Indea Ford (center) with Grace Harbor pastor Paul McArthur, and church secretary Betty Jo Moore — two of Ford’s primary advocates in Sitka. A team of three professors representing the University of Oregon Law School independently reviewed Ford’s case and urged the US Secretary of State to deny Ford’s extradition order, calling it a “violation of US Foreign Policy” to separate a mother from her children for such an extended period. Nevertheless, extradition was carried out on April 10 and Ford was delivered to authorities in the United Kingdom.  (KCAW photo/Robert Woolsey)

 

A Sitka woman has been extradited to the United Kingdom to face child abduction charges.

US Marshals delivered 34-year old Indea Ford to British authorities on April 10, almost one full year after her arrest on a downtown Sitka street corner.

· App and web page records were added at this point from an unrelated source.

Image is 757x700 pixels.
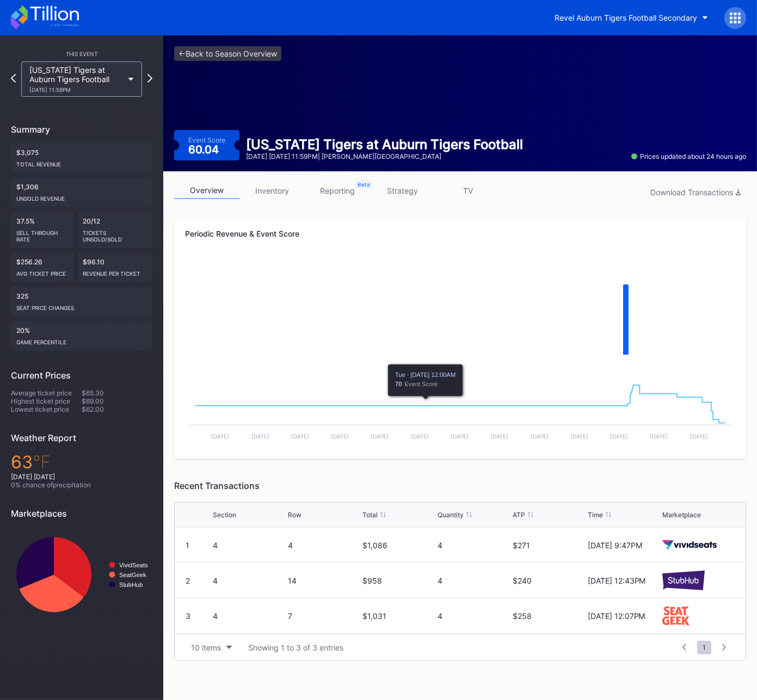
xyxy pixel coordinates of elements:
[662,571,705,589] img: stubHub.svg
[83,266,148,277] div: Revenue per ticket
[16,190,147,202] div: Unsold Revenue
[174,183,239,199] a: overview
[191,643,221,652] div: 10 items
[11,452,152,473] div: 63
[185,229,735,238] div: Periodic Revenue & Event Score
[588,612,661,620] div: [DATE] 12:07PM
[411,433,429,439] text: [DATE]
[438,576,510,585] div: 4
[662,540,717,550] img: vividSeats.svg
[288,511,301,519] div: Row
[697,641,712,655] span: 1
[174,481,746,491] div: Recent Transactions
[11,397,82,405] div: Highest ticket price
[513,612,586,620] div: $258
[632,152,746,160] div: Prices updated about 24 hours ago
[291,433,309,439] text: [DATE]
[119,581,143,588] text: StubHub
[185,366,735,448] svg: Chart title
[16,301,147,311] div: seat price changes
[246,136,523,152] div: [US_STATE] Tigers at Auburn Tigers Football
[11,320,152,351] div: 20%
[82,397,152,405] div: $69.00
[82,389,152,397] div: $65.30
[188,136,226,144] div: Event Score
[16,156,147,167] div: Total Revenue
[363,576,435,585] div: $958
[288,576,361,585] div: 14
[662,511,701,519] div: Marketplace
[331,433,349,439] text: [DATE]
[11,287,152,316] div: 325
[83,225,148,243] div: Tickets Unsold/Sold
[513,576,586,585] div: $240
[363,540,435,550] div: $1,086
[491,433,508,439] text: [DATE]
[370,183,436,199] a: strategy
[82,405,152,413] div: $62.00
[30,65,123,93] div: [US_STATE] Tigers at Auburn Tigers Football
[11,252,73,282] div: $256.26
[188,144,222,156] div: 60.04
[246,152,523,160] div: [DATE] [DATE] 11:59PM | [PERSON_NAME][GEOGRAPHIC_DATA]
[11,527,152,622] svg: Chart title
[174,46,282,61] a: <-Back to Season Overview
[78,212,153,248] div: 20/12
[11,405,82,413] div: Lowest ticket price
[438,511,464,519] div: Quantity
[186,540,189,550] div: 1
[513,540,586,550] div: $271
[16,335,147,345] div: Game percentile
[288,612,361,620] div: 7
[16,225,68,243] div: Sell Through Rate
[662,606,690,626] img: seatGeek.svg
[513,511,526,519] div: ATP
[11,370,152,380] div: Current Prices
[650,187,741,197] div: Download Transactions
[239,183,305,199] a: inventory
[546,7,716,28] button: Revel Auburn Tigers Football Secondary
[11,177,152,207] div: $1,306
[588,511,603,519] div: Time
[185,258,735,366] svg: Chart title
[690,433,708,439] text: [DATE]
[213,576,286,585] div: 4
[11,124,152,135] div: Summary
[363,511,378,519] div: Total
[436,183,500,199] a: TV
[186,576,190,585] div: 2
[371,433,389,439] text: [DATE]
[213,511,236,519] div: Section
[305,183,370,199] a: reporting
[11,212,73,248] div: 37.5%
[438,540,510,550] div: 4
[588,540,661,550] div: [DATE] 9:47PM
[645,185,746,200] button: Download Transactions
[186,640,237,655] button: 10 items
[248,643,344,652] div: Showing 1 to 3 of 3 entries
[251,433,270,439] text: [DATE]
[16,266,68,277] div: Avg ticket price
[588,576,661,585] div: [DATE] 12:43PM
[213,612,286,620] div: 4
[211,433,229,439] text: [DATE]
[530,433,549,439] text: [DATE]
[186,612,191,620] div: 3
[30,86,123,93] div: [DATE] 11:59PM
[650,433,668,439] text: [DATE]
[570,433,588,439] text: [DATE]
[363,612,435,620] div: $1,031
[11,481,152,489] div: 0 % chance of precipitation
[11,473,152,481] div: [DATE] [DATE]
[213,540,286,550] div: 4
[11,508,152,519] div: Marketplaces
[11,432,152,443] div: Weather Report
[288,540,361,550] div: 4
[33,452,51,473] span: ℉
[438,612,510,620] div: 4
[610,433,628,439] text: [DATE]
[119,572,146,578] text: SeatGeek
[119,562,148,568] text: VividSeats
[11,389,82,397] div: Average ticket price
[555,13,697,22] div: Revel Auburn Tigers Football Secondary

Ford’s extradition was approved with little comment by the US State Department, over the objections of experts who believe the justice system is unresponsive to victims of domestic violence and abuse.

Downloadable audio.

Note: Anyone interested in corresponding with Indea Ford while she’s in the British prison system should direct their inquiries to Grace Harbor Church.

Indea Ford flew to London after spending two months in the Anchorage jail and the Hiland Correctional Center in Eagle River, and after spending over nine months under house arrest in Sitka.

Upon arriving in the UK, she was held at first in the Heathrow police station, and subsequently transferred to Bronzefield Prison. As of this writing, she’s been in custody or incarcerated 383 days.

Ford is accused of parental abduction, which is a serious and sadly all-too-common crime. But there are some other factors that have raised alarms among domestic violence advocates.

Joan Meier, a law professor at George Washington University and legal director of DV LEAP, signed a letter opposing Ford’s extradition. She believes structural change is needed in the legal system to create better protections for victims of abuse, saying “I find generally that women who flee abusers with children are not well-received by the courts. I see that domestically, and I see that internationally.” (DV LEAP image)

“It’s absolutely extreme, if you look at the equities and the realities and the facts. No question.”

Joan Meier is a law professor at George Washington University, and the legal director of DV LEAP, which helps survivors of domestic violence obtain justice. She believes Indea Ford — and many other women in her position — is a victim of laws that aren’t working.

“It’s a problem in our legal system, and it’s a problem with law in general, that it doesn’t have a heart necessarily. It depends on who implements it.”

Meier is one of three lawyers who signed a letter drafted by the University of Oregon Law School opposing Ford’s extradition on numerous grounds, the foremost being that Ford — nows a legal permanent resident of the United States — has full custody of her two daughters, and her flight from the United Kingdom to the United States was intended to protect them. The lawyers argue that Ford has only violated a “Child Arrangements” order issued by a UK court, giving the girls’ father visitation rights. And he’s never applied to the Hague Convention — which handles international child abduction — to get them back.

What Ford’s ex-partner did was to file criminal abduction charges, triggering a chain of events that has led to Ford’s long tenure in custody, without having had an opportunity to defend herself. The US Magistrate who ordered her extradition dismissed her arguments out of hand, saying they weren’t relevant to the extradition process.

Joan Meier says it’s critical that this change.

“It’s a shame that judges don’t exercise the discretion they have to do real justice, as opposed to literal applications of the law, in a case like this where you’re going to destroy two children’s lives, let alone one woman and her husband.”

Ford’s two daughters remain for the time being in Sitka, with their stepfather Kenny, a Coast Guardsman Ford married in 2014. This is preferable in Ford’s mind, since she alleges that the girls’ biological father in the UK abused both, and threatened her life as well. He was arrested on suspicion of abuse — on the testimony of the girls’ doctor — but not convicted in the British courts.

Meier says the lack of a conviction is widely interpreted as meaning that a victim brought a false accusation. That victims lie, she says, is one of the biggests myths in domestic abuse.

“There is nothing to show that all these women who claim abuse are lying. And guess what? It’s not fun to claim abuse. You don’t get much mileage from it, and my court research is showing that it backfires: That women who raise abuse lose custody at higher rates than women who don’t.”

Ford appealed her extradition to the US State Department, but her case likely arrived almost to the day when President Trump fired Secretary Rex Tillerson. A written response from the State Department’s assistant secretary for Legislative Affairs, Mary Waters, says “None of the materials submitted to the Department, including those alleging domestic abuse, warranted denial of extradition in this case.”

A British court will hold a closed-door hearing on May 9 to determine the status of Ford’s daughters while she remains in custody — their American stepfather has won the right to participate. A bail hearing for Ford herself is scheduled for May 20. Her trial will likely be held in the British Crown Court in October.